Julia Hubbell Reflects on Worker Justice Alternative Spring Break

Posted in Student Leaders Worker Justice DC

Read Julia Hubbell’s reflections on her time leading our 2012 Worker Justice DC alternative break trip.

“Never doubt that a small group of thoughtful, committed citizens can change the world. Indeed, it is the only thing that ever has. ” — Margaret Mead
Between the picket lines and the posters, the committee meetings and the early morning coffee runs, this is the essential lesson of the Kalmanovitz Initiative. A small group of thoughtful, committed citizens on Georgetown campus are coming together to discover the method by which they can become agents of change. “Go forth and set the world on fire,” as St. Ignatius said.

The Kalmanovitz Initiative sponsored an Alternative Spring Break for just such a group of Georgetown students. I had the good fortune to participate, and it was transformative.

Sixteen other students and I spent the week engaging with the community of DC in order to better understand its history and its needs. For those unfamiliar with it, I suggest a trip to BloomBars—a Colombia Heights-based initiative to provide an open space for the neighborhood to meet, with free lessons in guitar, arts and crafts for kids, and a drum circle. It boasts purple walls and a boat in the ceiling (yes, in—don’t ask me how).

We also had the chance to meet with representatives from the Department of Labor, the AFL-CIO, the Senate Health, Education, Labor, and Pensions committee, think tanks such as the Economic Policy Institute, and the National Labor Relations Board. There is no doubt that the lessons and experiences of these people helped us understanding of the complexity of labor.

And yet, with all of these people in all these official positions—each of whom was an inspiring example of a life of service—yet even still, the best experience was direct action and direct interactions.  We traveled one morning to speak with the day laborers outside a local Home Depot. It was the coldest day in a while, with little white flakes sprinkled here and there, and after fifteen minutes, I wanted to go back in the car. But we stayed because the men stayed, rain or snow or shine, to scrape a living from the dregs of the construction industry. I met a man from Guatemala who had been in America for fifteen years and was still standing on this corner, looking for obliging contractors to hire him. What was so broken, I asked myself, that fifteen years wasn’t sufficient to create the American Dream? We talked to the recently unionized workers from our campus dining hall, who had just signed a contract after a long fight. How can a fifty cent raise be so deeply divisive?

These are the questions we encountered on the trip, and I’m sorry to tell you we didn’t find the answers. Maybe, however, it is because the answers aren’t out there to be found. Maybe we have to create them. The best thing the trip did for us, better than the meetings and the panels and the (sometimes free) cupcakes, was the motivation to create solutions where there weren’t any.  We want to be those agents of change. We hope to go and set the world on fire, and thanks to the Kalmanovitz Initiative, we now have the tools to do that.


Task goal => Only the lines from the line containing "Find and bound *woman*." to the end of the entries should be repeated, exactly as they appear.
+-------+
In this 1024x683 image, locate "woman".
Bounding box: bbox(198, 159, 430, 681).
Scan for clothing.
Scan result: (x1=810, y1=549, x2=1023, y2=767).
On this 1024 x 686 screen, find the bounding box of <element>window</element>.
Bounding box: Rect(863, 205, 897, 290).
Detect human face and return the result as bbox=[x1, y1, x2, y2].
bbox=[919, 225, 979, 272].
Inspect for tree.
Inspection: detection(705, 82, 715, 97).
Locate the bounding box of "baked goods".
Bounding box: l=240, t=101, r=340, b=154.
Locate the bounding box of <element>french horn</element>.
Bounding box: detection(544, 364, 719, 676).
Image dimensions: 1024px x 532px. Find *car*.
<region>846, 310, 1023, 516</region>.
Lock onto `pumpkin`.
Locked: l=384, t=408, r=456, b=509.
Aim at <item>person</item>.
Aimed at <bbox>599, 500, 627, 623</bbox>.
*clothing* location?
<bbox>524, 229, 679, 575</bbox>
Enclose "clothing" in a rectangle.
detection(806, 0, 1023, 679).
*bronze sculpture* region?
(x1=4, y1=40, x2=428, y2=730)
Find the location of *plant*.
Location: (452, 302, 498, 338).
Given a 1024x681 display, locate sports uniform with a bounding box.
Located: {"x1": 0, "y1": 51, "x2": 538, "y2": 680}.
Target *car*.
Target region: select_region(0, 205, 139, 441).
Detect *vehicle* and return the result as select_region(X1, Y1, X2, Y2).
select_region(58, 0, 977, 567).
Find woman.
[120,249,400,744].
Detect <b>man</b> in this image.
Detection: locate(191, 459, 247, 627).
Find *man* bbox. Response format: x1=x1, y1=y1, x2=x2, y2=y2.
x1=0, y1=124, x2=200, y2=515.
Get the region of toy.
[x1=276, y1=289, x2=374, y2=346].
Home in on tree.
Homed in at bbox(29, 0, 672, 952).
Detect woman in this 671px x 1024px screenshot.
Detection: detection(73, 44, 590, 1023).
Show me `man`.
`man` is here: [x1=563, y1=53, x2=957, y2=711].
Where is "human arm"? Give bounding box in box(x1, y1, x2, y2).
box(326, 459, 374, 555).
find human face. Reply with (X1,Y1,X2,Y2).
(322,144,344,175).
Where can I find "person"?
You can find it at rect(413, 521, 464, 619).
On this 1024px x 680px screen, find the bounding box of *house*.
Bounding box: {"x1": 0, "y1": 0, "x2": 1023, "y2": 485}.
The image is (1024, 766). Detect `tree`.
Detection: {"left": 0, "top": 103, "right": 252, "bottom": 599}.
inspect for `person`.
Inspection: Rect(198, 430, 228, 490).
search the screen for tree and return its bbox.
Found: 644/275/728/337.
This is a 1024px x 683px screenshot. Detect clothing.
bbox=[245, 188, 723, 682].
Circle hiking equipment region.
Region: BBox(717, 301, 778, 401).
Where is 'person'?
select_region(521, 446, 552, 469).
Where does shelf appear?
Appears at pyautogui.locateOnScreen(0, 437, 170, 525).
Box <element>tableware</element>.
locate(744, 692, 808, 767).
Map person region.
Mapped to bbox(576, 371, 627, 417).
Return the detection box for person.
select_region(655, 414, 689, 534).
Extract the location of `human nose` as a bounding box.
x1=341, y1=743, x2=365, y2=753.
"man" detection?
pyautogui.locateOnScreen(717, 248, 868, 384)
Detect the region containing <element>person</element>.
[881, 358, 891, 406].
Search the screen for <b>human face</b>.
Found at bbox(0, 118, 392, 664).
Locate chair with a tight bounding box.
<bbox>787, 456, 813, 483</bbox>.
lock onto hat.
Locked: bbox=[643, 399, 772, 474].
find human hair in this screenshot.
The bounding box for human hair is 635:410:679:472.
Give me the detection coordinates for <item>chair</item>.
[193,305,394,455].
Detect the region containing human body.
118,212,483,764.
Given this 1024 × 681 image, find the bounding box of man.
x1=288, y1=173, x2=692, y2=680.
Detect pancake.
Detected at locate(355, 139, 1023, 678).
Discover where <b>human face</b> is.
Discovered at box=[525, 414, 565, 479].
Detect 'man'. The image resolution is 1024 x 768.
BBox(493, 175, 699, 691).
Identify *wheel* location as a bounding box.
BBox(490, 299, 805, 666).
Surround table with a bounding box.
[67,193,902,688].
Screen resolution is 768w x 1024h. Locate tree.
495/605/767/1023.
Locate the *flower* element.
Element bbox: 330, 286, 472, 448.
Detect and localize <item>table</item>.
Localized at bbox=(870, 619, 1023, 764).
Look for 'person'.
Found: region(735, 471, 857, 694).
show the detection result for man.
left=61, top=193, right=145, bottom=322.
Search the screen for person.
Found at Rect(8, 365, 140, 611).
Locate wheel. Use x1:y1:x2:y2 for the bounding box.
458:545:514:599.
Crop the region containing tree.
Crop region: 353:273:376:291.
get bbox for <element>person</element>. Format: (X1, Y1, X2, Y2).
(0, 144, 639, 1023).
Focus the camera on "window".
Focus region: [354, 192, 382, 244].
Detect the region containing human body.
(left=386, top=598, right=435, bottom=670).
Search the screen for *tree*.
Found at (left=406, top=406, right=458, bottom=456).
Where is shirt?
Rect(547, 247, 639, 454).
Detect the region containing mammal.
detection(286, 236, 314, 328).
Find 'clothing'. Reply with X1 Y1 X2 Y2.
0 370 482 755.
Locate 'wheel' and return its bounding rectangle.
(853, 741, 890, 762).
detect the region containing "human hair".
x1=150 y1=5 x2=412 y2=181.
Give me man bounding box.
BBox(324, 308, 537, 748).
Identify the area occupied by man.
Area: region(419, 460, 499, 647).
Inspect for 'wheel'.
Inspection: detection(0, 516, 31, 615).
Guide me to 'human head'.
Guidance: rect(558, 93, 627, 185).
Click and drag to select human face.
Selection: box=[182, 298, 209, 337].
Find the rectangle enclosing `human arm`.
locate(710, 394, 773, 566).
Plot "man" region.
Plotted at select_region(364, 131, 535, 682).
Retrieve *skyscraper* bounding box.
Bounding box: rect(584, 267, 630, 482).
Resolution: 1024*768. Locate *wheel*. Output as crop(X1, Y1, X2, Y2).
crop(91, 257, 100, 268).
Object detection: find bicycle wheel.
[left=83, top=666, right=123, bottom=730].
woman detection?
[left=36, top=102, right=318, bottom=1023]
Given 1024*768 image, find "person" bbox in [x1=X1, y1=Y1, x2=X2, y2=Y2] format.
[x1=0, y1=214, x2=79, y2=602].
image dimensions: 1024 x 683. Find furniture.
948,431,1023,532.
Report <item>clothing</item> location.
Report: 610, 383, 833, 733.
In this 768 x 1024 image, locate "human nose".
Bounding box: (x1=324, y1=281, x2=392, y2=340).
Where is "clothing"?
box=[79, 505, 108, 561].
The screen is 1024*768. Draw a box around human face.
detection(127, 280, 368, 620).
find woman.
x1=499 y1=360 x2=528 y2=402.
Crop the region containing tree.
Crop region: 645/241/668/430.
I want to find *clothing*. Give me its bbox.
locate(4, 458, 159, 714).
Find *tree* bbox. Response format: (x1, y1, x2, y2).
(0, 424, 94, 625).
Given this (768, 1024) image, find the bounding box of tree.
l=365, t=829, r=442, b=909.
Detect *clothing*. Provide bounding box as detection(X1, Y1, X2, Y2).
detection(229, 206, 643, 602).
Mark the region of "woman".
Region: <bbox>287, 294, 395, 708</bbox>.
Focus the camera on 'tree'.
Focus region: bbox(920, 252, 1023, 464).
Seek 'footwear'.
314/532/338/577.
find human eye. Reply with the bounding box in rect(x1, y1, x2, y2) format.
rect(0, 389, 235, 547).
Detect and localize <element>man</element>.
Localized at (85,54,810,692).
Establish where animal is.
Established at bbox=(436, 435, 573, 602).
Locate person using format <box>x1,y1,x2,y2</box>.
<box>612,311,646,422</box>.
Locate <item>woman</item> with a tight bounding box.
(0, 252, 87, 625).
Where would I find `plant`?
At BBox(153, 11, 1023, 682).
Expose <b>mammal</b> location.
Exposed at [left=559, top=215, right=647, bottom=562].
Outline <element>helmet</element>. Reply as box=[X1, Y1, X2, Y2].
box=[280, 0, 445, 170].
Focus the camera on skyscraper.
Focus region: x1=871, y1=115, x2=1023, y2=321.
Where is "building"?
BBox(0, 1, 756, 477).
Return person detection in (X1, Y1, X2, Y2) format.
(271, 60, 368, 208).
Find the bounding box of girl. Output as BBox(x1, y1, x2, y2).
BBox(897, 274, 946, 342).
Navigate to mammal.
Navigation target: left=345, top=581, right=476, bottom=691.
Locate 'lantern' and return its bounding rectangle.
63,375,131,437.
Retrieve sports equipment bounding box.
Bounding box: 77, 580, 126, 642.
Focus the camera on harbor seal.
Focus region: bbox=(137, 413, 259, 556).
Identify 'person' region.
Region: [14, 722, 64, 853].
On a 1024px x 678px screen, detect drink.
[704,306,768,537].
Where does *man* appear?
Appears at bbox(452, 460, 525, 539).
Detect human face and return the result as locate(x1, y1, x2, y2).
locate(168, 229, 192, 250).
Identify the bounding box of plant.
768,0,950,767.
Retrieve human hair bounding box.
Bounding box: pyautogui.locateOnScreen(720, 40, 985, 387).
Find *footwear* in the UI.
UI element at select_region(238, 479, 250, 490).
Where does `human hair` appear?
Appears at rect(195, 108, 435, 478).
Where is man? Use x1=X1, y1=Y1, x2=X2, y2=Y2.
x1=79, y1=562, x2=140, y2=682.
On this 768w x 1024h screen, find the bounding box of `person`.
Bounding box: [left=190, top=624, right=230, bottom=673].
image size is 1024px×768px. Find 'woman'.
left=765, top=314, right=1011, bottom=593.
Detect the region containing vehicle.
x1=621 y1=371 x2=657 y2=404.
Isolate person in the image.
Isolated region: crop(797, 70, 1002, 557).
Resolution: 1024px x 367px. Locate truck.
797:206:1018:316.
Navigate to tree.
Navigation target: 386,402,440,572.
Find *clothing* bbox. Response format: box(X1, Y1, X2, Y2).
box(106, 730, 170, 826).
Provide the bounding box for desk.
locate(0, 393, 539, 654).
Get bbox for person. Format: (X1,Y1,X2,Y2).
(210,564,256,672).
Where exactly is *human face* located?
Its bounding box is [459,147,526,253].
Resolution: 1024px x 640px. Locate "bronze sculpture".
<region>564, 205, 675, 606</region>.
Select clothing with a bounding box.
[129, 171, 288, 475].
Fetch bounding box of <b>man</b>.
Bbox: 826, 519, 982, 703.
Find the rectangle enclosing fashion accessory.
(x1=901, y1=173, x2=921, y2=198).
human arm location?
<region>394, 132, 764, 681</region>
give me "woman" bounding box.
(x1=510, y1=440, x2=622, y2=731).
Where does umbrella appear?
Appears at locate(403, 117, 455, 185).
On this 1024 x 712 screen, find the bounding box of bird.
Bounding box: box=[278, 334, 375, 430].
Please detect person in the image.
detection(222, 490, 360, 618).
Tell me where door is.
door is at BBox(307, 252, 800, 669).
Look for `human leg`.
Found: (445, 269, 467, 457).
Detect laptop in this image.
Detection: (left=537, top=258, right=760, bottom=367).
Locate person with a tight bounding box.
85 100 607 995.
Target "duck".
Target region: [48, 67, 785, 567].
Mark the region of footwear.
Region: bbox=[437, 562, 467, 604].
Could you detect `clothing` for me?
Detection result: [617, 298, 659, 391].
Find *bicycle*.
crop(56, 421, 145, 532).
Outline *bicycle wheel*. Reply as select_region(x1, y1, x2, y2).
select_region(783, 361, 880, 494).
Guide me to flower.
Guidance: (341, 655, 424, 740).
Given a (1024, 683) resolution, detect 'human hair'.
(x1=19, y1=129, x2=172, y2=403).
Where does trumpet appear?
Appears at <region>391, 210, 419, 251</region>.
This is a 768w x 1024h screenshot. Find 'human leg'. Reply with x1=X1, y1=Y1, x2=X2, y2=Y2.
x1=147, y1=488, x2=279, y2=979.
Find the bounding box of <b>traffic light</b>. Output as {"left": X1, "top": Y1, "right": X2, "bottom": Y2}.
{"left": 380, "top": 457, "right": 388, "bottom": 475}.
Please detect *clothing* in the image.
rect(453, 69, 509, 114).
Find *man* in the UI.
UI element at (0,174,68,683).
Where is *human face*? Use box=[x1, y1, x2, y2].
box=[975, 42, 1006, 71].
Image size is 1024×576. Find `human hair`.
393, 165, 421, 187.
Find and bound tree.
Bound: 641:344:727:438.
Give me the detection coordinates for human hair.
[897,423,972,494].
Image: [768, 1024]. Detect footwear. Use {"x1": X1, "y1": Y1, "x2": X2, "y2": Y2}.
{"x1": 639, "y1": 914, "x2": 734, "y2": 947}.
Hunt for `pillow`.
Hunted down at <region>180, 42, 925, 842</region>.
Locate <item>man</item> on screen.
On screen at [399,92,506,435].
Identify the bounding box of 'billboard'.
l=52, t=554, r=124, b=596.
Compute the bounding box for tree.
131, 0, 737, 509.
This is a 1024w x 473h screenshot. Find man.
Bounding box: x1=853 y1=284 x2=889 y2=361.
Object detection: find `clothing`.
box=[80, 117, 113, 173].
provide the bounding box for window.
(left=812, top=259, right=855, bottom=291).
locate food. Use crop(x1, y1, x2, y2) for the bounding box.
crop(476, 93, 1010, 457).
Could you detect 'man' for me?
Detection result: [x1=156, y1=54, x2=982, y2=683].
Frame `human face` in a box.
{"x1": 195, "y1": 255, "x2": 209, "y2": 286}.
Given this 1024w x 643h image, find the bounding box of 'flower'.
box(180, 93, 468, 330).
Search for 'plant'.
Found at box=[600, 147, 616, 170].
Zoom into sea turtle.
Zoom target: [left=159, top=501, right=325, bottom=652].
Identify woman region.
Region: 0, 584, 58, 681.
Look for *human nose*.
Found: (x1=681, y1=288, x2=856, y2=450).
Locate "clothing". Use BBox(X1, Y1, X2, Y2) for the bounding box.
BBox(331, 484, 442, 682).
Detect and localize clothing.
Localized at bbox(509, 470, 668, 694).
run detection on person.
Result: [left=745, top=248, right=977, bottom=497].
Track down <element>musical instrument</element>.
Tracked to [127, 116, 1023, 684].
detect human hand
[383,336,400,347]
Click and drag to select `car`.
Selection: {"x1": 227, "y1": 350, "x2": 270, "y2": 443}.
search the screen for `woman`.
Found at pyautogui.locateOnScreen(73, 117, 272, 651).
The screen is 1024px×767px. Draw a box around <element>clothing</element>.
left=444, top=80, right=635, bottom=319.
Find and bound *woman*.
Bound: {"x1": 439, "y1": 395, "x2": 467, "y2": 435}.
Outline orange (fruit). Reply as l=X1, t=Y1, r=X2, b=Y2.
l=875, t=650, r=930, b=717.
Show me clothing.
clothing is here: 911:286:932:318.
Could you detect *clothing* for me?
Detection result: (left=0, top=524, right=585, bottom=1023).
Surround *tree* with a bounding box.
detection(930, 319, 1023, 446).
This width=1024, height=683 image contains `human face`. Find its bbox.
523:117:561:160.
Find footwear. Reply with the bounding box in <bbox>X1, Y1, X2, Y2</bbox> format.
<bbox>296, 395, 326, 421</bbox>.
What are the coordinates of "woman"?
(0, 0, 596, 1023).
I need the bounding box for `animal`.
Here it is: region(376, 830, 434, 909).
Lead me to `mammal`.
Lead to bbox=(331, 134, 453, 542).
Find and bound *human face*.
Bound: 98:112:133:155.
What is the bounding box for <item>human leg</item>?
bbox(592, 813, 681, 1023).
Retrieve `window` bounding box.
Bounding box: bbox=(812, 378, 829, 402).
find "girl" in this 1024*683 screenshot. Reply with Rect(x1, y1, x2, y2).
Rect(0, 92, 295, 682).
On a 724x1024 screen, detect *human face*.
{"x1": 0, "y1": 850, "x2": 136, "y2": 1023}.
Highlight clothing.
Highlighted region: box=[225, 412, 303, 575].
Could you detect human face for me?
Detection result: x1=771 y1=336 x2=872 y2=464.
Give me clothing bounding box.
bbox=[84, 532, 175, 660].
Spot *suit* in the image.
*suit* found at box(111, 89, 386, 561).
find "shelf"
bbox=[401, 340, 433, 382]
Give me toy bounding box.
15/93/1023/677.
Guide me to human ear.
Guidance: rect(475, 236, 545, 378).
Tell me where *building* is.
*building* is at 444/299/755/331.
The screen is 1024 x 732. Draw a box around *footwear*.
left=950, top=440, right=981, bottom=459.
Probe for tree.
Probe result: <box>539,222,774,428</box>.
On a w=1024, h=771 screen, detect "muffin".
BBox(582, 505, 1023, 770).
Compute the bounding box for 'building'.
+-------+
Response area =>
Find and bound *woman*.
Bound: {"x1": 439, "y1": 395, "x2": 467, "y2": 435}.
Outline orange (fruit). Reply as l=X1, t=Y1, r=X2, b=Y2.
l=875, t=650, r=930, b=717.
Show me clothing.
clothing is here: 911:286:932:318.
Could you detect *clothing* for me?
Detection result: (left=0, top=524, right=585, bottom=1023).
Surround *tree* with a bounding box.
detection(930, 319, 1023, 446).
This width=1024, height=683 image contains `human face`. Find its bbox.
523:117:561:160.
Find footwear. Reply with the bounding box in <bbox>X1, Y1, X2, Y2</bbox> format.
<bbox>296, 395, 326, 421</bbox>.
What are the coordinates of "woman"?
(0, 0, 596, 1023).
I need the bounding box for `animal`.
Here it is: region(376, 830, 434, 909).
Lead me to `mammal`.
Lead to bbox=(331, 134, 453, 542).
Find and bound *human face*.
Bound: 98:112:133:155.
What is the bounding box for <item>human leg</item>?
bbox(592, 813, 681, 1023).
Retrieve `window` bounding box.
Bounding box: bbox=(812, 378, 829, 402).
find "girl" in this 1024*683 screenshot. Reply with Rect(x1, y1, x2, y2).
Rect(0, 92, 295, 682).
On a 724x1024 screen, detect *human face*.
{"x1": 0, "y1": 850, "x2": 136, "y2": 1023}.
Highlight clothing.
Highlighted region: box=[225, 412, 303, 575].
Could you detect human face for me?
Detection result: x1=771 y1=336 x2=872 y2=464.
Give me clothing bounding box.
bbox=[84, 532, 175, 660].
Spot *suit* in the image.
*suit* found at box(111, 89, 386, 561).
find "shelf"
bbox=[401, 340, 433, 382]
Give me toy bounding box.
15/93/1023/677.
Guide me to human ear.
Guidance: rect(475, 236, 545, 378).
Tell me where *building* is.
*building* is at 444/299/755/331.
The screen is 1024 x 732. Draw a box around *footwear*.
left=950, top=440, right=981, bottom=459.
Probe for tree.
Probe result: <box>539,222,774,428</box>.
On a w=1024, h=771 screen, detect "muffin".
BBox(582, 505, 1023, 770).
Compute the bounding box for 'building'.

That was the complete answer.